Rio Tinto will get “nothing like” $450 million (US$303 million) in compensation to offset the impact of a coal price cap on its Gladstone Power Station in Queensland, the prime minister says.
The federal government is negotiating coal price caps of $125 a tonne with Queensland and New South Wales, in a bid to put drive down household and business electricity bills.
The Queensland government has already issued a formal direction to state-owned generators to bid into the national grid at a price consistent with a domestic coal price of $125 a tonne.
The state and federal governments have also agreed to split the bill to compensate Rio Tinto for the impact of the cap on its Gladstone Power Plant, one of only two wholly private generators selling to the grid in Queensland.
“There will be some support offered in Queensland’s case,” Prime Minister Anthony Albanese told Seven’s Sunrise program on Thursday.
“There is only one power station, Gladstone, (but) we expect it will be nothing like the sort of figures that we have seen in the newspaper.
“There will be some level of compensation.”
The 1680MW plant in central Queensland usually generates electricity for Rio’s aluminium smelter in Gladstone, but it has been selling to the grid to fill a shortfall left by the Callide Power Station after one of its generation units was destroyed in a May 2021 explosion.
“The Commonwealth and Queensland governments will share 50-50 the costs of the rebate to the Gladstone Power Station to be based on actual costs,” a government spokesman told AAP on Wednesday.
“As part of this partnership on energy security, the Commonwealth will work with the Queensland government on a package of commitments to support the clean energy transition.”
The state and federal governments are still in talks with Rio over the deal and are prepared to lift the compensation amount if necessary, but officials expect it to be lower once Callide Power Station returns to full capacity.
The other private plant selling to the national grid at Millmerran, owned by Intergen, won’t be compensated as it’s supplied by its own mine nearby so it doesn’t need to buy coal on the open market.
The state government doesn’t need to pass laws to impose price caps like NSW as it still owns most of the generators in Queensland.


• [Description of the task] Please transcribe the listing below in full and word for word, without its pictures.

• [Source material]
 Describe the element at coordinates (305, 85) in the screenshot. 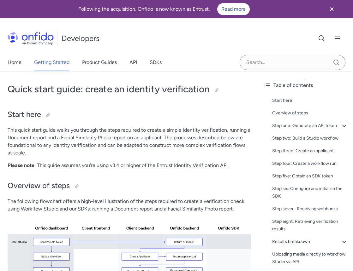

I see `div: Table of contents` at that location.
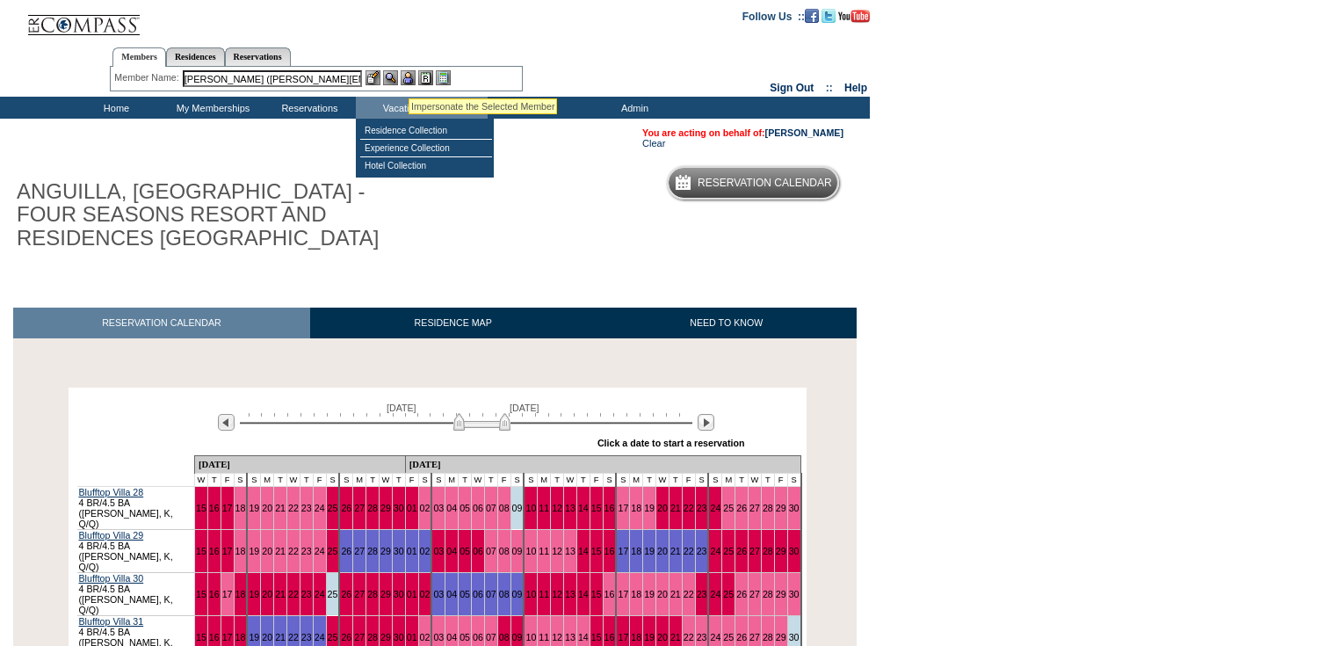 This screenshot has height=646, width=1339. What do you see at coordinates (201, 508) in the screenshot?
I see `a: 15` at bounding box center [201, 508].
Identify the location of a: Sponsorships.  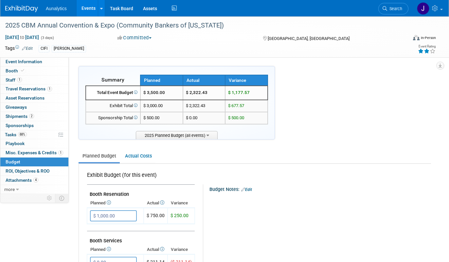
(34, 125).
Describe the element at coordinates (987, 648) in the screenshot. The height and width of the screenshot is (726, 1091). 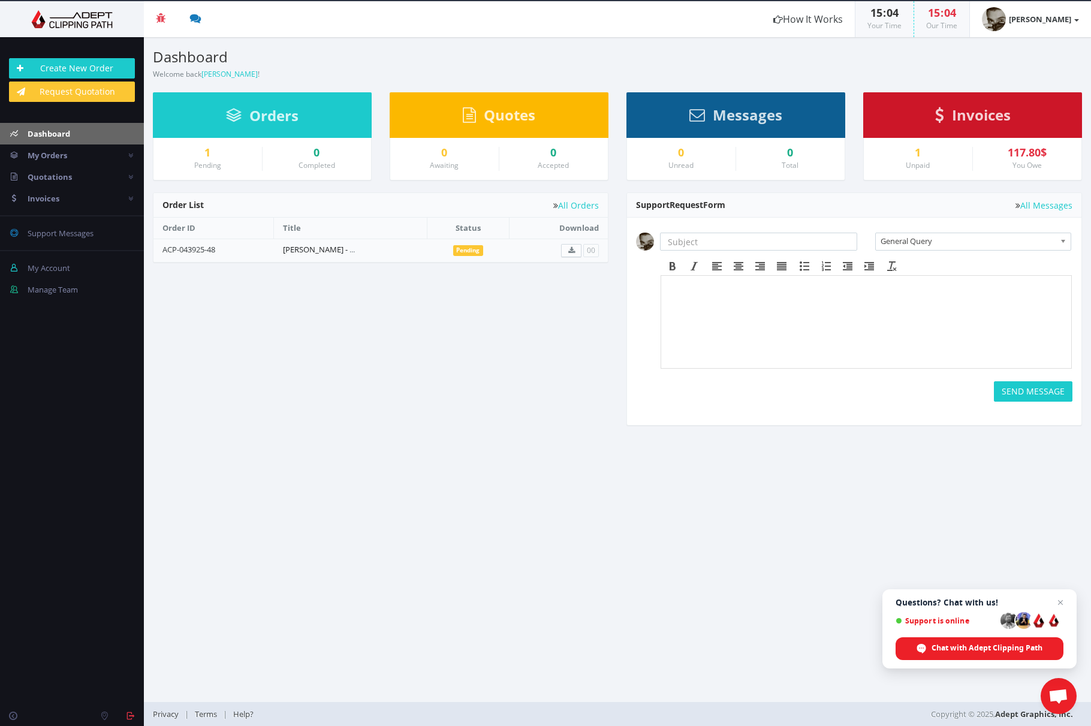
I see `span: Chat with Adept Clipping Path` at that location.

• [Task result]
 Describe the element at coordinates (305, 85) in the screenshot. 

I see `div: Table of contents` at that location.
 This screenshot has height=646, width=1339. What do you see at coordinates (201, 508) in the screenshot?
I see `a: 15` at bounding box center [201, 508].
Identify the location of a: Sponsorships.  
(34, 125).
Describe the element at coordinates (987, 648) in the screenshot. The height and width of the screenshot is (726, 1091). 
I see `span: Chat with Adept Clipping Path` at that location.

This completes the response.